Cambrian: Opinion

Water rate study produces some startling results

The Bartle and Wells Associates Nov. 3, 2015, CCSD Water and Sewer Rate Study has some startling results. Using the BWA proposed water rate example of six units per billing period (two-thirds of all bills at or below this level) would have a $25.50 base (no free water, as BWA calls it), plus four units at $6.50, plus 2 units at $8.50, plus a $25 Emergency Water System charge, which equals $93.50.

The November 2009 rate increases of 9.75 percent water and 15 percent wastewater passed during a most difficult economic time and under Proposition 218 procedural requirements. The community understood the needs of the CCSD and recognized their extensive, across-the-board cost-cutting efforts.

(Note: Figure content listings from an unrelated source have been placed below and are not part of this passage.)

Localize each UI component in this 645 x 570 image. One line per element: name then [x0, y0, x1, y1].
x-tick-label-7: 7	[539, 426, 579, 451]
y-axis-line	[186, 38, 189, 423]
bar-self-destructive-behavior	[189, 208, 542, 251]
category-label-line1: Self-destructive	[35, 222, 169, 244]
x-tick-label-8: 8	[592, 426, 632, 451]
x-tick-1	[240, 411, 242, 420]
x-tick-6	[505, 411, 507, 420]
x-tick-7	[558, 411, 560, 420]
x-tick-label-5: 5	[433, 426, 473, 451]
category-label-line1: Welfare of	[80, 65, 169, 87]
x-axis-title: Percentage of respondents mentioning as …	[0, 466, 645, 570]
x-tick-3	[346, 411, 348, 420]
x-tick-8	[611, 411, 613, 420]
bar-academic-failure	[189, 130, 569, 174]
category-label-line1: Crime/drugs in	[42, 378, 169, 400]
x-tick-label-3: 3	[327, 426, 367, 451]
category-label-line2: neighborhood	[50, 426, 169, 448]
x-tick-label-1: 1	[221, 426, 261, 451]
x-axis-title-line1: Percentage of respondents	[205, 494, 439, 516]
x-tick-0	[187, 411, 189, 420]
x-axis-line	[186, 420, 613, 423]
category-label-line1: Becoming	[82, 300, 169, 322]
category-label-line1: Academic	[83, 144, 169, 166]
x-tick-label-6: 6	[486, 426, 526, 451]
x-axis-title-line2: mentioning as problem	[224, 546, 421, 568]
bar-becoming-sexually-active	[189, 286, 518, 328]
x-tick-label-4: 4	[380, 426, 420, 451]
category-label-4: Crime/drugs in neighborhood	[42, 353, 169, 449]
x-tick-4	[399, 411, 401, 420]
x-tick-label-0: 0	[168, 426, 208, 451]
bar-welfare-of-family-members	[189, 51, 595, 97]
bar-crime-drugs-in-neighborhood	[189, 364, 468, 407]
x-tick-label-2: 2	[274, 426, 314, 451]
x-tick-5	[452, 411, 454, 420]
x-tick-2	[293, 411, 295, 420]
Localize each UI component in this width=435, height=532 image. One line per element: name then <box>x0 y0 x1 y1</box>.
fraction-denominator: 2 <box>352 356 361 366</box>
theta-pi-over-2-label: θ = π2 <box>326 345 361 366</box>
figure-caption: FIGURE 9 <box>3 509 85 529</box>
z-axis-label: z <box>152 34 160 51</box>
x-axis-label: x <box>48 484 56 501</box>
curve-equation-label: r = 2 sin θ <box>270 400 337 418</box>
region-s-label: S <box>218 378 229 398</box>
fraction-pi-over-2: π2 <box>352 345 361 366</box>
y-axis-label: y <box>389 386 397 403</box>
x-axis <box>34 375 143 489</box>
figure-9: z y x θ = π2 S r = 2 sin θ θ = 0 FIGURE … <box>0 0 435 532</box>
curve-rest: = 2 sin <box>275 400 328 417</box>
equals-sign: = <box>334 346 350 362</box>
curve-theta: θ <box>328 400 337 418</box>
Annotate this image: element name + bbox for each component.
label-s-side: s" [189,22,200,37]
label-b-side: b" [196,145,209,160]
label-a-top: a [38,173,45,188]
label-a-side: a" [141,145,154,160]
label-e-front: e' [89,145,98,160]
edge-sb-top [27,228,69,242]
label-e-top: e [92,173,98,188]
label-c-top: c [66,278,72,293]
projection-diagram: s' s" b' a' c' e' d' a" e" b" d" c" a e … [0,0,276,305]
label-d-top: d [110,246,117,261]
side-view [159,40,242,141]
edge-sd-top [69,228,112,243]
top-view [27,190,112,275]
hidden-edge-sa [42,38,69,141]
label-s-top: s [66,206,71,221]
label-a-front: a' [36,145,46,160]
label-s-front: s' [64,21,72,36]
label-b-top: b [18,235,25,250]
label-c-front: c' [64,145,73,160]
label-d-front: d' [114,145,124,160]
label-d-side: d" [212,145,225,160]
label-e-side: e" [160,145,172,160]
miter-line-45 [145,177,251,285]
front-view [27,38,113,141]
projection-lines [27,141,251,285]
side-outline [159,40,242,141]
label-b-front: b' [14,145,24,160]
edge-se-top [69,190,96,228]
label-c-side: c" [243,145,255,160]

Comparing the above proposed rate charge example to the 2009 rate structure ($23.82 bimonthly base charge, which included the first six units of water) results in a 293 percent increase!

Six units per billing period equates to 75 gallons per household per day or, as assumed in predrought CCSD calculations, with 2.2 persons per household, 34 gallons per capita per day, or gpcd. The 34 gpcd is far below the average predrought, California urban use of 125 gpcd and the current 97 gpcd under drought restrictions according to the state water board.

Even long-term drought-stricken Australia’s average per capita use is 50 gallons! The price tag just using the drought-restricted 97 gpcd under the proposed CCSD water rates would be $188.

Wow!

The CCSD would be better off encouraging greater customer water consumption to better use the EWS system. Bartle and Wells Associates assumed a 70 percent predrought water usage rate could actually reduce the potential use of the EWS in the future. It could extend large water consumers’ use of the alternate water source, Warren Ranch/Winsor Water.

Conversely, using the EWS 500 acre-feet-per-year production capacity could yield a significantly higher production revenue stream. Higher water production would provide a more reasonable quality of life and should result in reducing water rates.

Some of the reasons leading up to this shocking water rate proposal:

▪  Lack of CCSD reaction to the 40 percent drop in water sales revenue since February 2014 — almost two years ago!

▪  The rush to build the EWS before obtaining a consensus by the many necessary permitting agencies: “cart before the horse syndrome.”

▪  An overly complex and expensive, one-off, engineered EWS design versus a much lower cost, standardized product from a corporation such as GE Water.

▪  Nonconservative drawdown of reserve funds that could have put normal CCSD operations in jeopardy.

▪  Dependence on state and federal grants to support present and future planning.

▪  Bartle and Wells Associates’ assumption of an operational cost inflation rate of 4 percent instead of using the past five-year average consumer price index rate of 2 percent as an escalation limit.

A commercial company would be most likely be headed toward bankruptcy if it followed a similar path.

We do not want to replicate the Los Osos sewer scenario, but the CCSD should not have dug such a deep financial hole for Cambria citizens to fill. The CCSD should have been more conservative in its actions and more aware of changes in its operating environment.

It would be more helpful if CCSD leadership spoke directly to the public rather than through the BWA consultant and its public information officer.

The public deserves to understand how such a large financial shortfall occurred and, specifically, how the rate increases would be used to resolve the situation.

Allan MacKinnon is a former member of the Cambria Community Services District Board of Directors and North Coast Advisory Council.